Living history? Reenacting the past and promoting “tradition” in the Dalmatian hinterland
In August 2015 the municipality of Sinj, located in the Dalmatian hinterland, celebrated the 300-year anniversary of a historic victory against the troops of the Ottoman Empire, one that is legendarily attributed to the divine intervention of the Virgin Mary. The Sinj Tourist Board launched an unprecedented campaign in organizing and advertising the various events - ranging from historical re-enactments, film and music productions, folkloristic performances, sports events, exhibitions, and fashion shows, to religious processions and conferences. Using a variety of media formats, these efforts were aimed at creating a new national epic, expanding the meaning of the miraculous battle of 1715 from a local narrative to a nation-wide symbol, representing Croatia in a European and global context. This article focuses on various theatrical re-enactments of the historic battle and the alleged Marian apparition, assessing the role of nostalgia and authenticity in contemporary living history performances. While one of the underlying motifs in the case of Sinj is to enhance the region’s attraction as a tourist destination, the article also theorizes the re-enactment’s epistemological and political claims by proposing that these interactive engagements with history take an active stance in promoting and/or re-inventing heroic olden times to advance socio-political conditions in the present (Gegenwartsbewaltigung).

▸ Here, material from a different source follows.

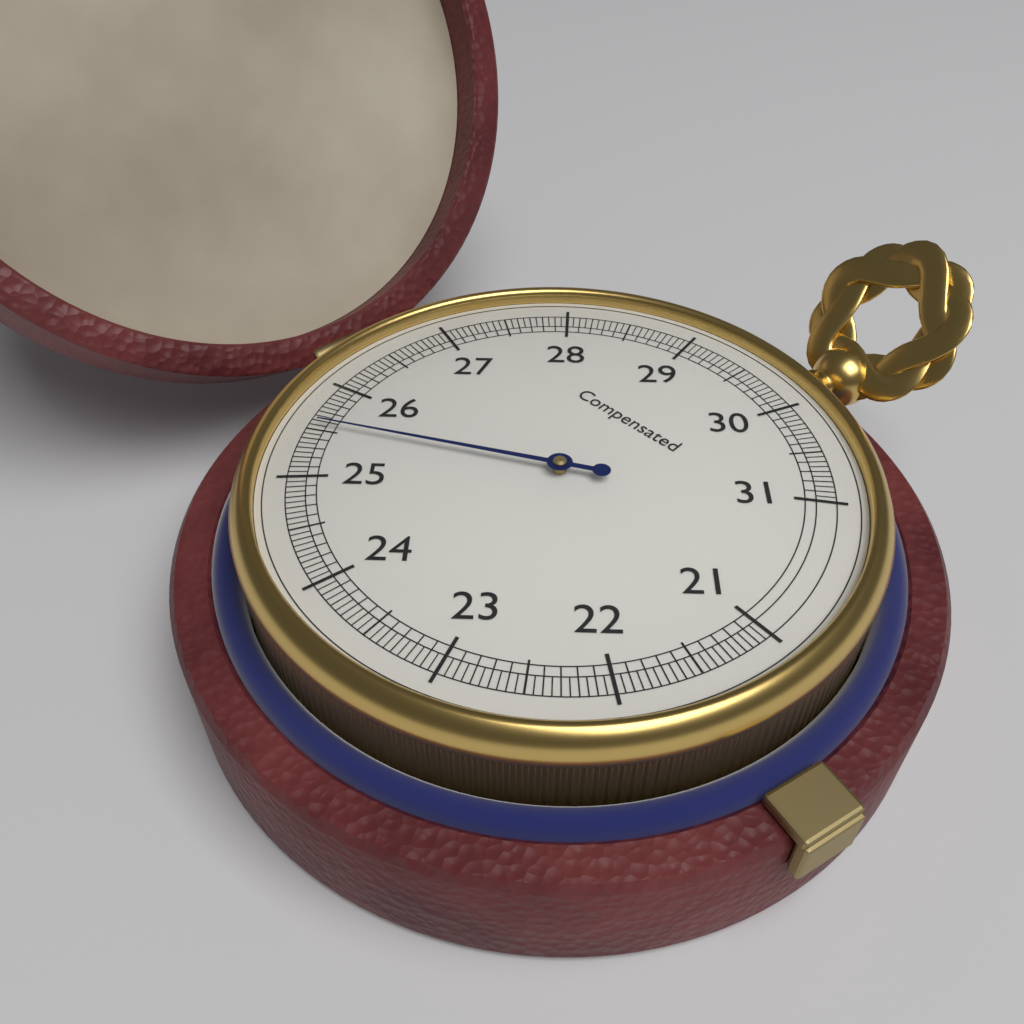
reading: 25.55 (no unit)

‘The Life of Individuals as well as of Nations’: International Law and the League of Nations’ Anti-Trafficking Governmentalities
This paper will address an often-neglected agenda of the much-derided League of Nations: its ‘social’ and ‘technical’ works. These targeted human security through regulating different forms of international mobility, including the fight against trafficking in women and children. The League used conventions and conferences to commit nation-states, in a legal model, to standardized anti-trafficking measures. It also, however, worked to educate and inform states, voluntary organizations, and the general public about the nature of trafficking and the ways of combating it. The latter techniques are here interpreted using Foucault's governmentality writings, which encourage us to look beyond the juridical epistemologies of international relations and international law, but not beyond the interlacing of laws and norms, here explored through interwar League governmentalities.